== Work task ==
Return the lines beginning at the one that contains "Describe the element at coordinates (1095, 482)" and continuing to the end of the entries, including both ends, exactly as written and nothing else.

== Data for processing ==
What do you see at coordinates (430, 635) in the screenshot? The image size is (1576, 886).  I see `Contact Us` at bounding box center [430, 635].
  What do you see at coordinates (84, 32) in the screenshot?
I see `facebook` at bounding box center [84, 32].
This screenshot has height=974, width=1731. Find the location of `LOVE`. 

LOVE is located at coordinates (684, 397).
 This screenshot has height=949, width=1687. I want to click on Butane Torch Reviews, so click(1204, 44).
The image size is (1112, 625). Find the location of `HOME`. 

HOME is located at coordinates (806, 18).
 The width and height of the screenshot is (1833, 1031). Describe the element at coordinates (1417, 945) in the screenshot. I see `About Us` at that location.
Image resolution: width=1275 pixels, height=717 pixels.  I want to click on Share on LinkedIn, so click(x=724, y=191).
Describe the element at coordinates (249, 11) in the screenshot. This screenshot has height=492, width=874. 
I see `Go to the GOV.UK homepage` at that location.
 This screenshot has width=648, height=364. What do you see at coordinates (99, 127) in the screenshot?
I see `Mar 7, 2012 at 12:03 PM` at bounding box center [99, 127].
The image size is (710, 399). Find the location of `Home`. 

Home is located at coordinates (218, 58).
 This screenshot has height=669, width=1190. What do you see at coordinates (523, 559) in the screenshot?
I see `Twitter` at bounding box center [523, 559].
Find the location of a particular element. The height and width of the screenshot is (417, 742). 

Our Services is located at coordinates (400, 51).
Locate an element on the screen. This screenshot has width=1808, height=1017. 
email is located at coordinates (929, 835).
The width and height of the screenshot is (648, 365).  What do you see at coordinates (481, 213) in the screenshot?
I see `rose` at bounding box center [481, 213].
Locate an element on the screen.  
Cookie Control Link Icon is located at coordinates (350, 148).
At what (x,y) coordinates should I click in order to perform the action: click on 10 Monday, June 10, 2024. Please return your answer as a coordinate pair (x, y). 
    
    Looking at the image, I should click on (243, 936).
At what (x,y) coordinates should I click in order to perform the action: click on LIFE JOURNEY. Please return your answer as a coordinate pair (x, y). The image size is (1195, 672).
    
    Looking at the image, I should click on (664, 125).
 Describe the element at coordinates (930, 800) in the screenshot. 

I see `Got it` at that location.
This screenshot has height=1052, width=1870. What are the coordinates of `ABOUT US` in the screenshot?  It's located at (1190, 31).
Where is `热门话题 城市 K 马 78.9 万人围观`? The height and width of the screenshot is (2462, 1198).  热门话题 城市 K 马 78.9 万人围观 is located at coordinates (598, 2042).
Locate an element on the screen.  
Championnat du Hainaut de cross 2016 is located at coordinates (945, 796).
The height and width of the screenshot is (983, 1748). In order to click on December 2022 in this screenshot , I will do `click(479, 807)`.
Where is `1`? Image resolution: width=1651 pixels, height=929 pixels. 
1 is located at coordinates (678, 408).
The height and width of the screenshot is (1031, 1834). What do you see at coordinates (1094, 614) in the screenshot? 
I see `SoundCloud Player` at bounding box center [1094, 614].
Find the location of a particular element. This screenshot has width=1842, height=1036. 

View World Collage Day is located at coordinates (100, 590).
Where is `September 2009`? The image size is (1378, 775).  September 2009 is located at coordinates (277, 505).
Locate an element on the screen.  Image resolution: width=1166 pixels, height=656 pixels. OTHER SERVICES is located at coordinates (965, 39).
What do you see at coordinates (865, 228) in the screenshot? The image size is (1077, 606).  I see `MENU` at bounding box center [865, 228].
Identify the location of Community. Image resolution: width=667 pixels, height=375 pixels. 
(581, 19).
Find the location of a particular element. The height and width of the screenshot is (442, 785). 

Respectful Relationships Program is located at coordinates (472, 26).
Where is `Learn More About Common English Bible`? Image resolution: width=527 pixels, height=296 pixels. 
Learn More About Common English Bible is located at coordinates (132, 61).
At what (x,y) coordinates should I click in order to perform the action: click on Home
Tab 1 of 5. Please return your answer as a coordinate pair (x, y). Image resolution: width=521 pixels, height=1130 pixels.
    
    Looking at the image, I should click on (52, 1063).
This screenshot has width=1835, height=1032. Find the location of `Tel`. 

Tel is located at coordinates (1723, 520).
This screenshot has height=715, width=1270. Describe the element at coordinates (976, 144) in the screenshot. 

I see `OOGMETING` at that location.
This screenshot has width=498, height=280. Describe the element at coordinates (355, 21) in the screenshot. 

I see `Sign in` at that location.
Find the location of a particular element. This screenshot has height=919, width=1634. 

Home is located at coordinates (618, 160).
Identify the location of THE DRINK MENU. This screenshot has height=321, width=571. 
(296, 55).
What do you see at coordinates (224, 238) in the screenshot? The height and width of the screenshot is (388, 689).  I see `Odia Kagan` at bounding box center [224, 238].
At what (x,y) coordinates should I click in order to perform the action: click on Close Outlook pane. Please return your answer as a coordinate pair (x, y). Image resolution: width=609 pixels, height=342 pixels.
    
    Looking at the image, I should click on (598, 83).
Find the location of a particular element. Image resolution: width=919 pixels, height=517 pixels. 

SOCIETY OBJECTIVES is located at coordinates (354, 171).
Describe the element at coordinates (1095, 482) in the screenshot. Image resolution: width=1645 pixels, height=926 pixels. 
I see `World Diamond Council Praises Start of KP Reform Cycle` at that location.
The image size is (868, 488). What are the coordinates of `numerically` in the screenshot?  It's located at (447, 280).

== Solution to this problem ==
Describe the element at coordinates (1095, 482) in the screenshot. Image resolution: width=1645 pixels, height=926 pixels. 
I see `World Diamond Council Praises Start of KP Reform Cycle` at that location.
The image size is (868, 488). What are the coordinates of `numerically` in the screenshot?  It's located at (447, 280).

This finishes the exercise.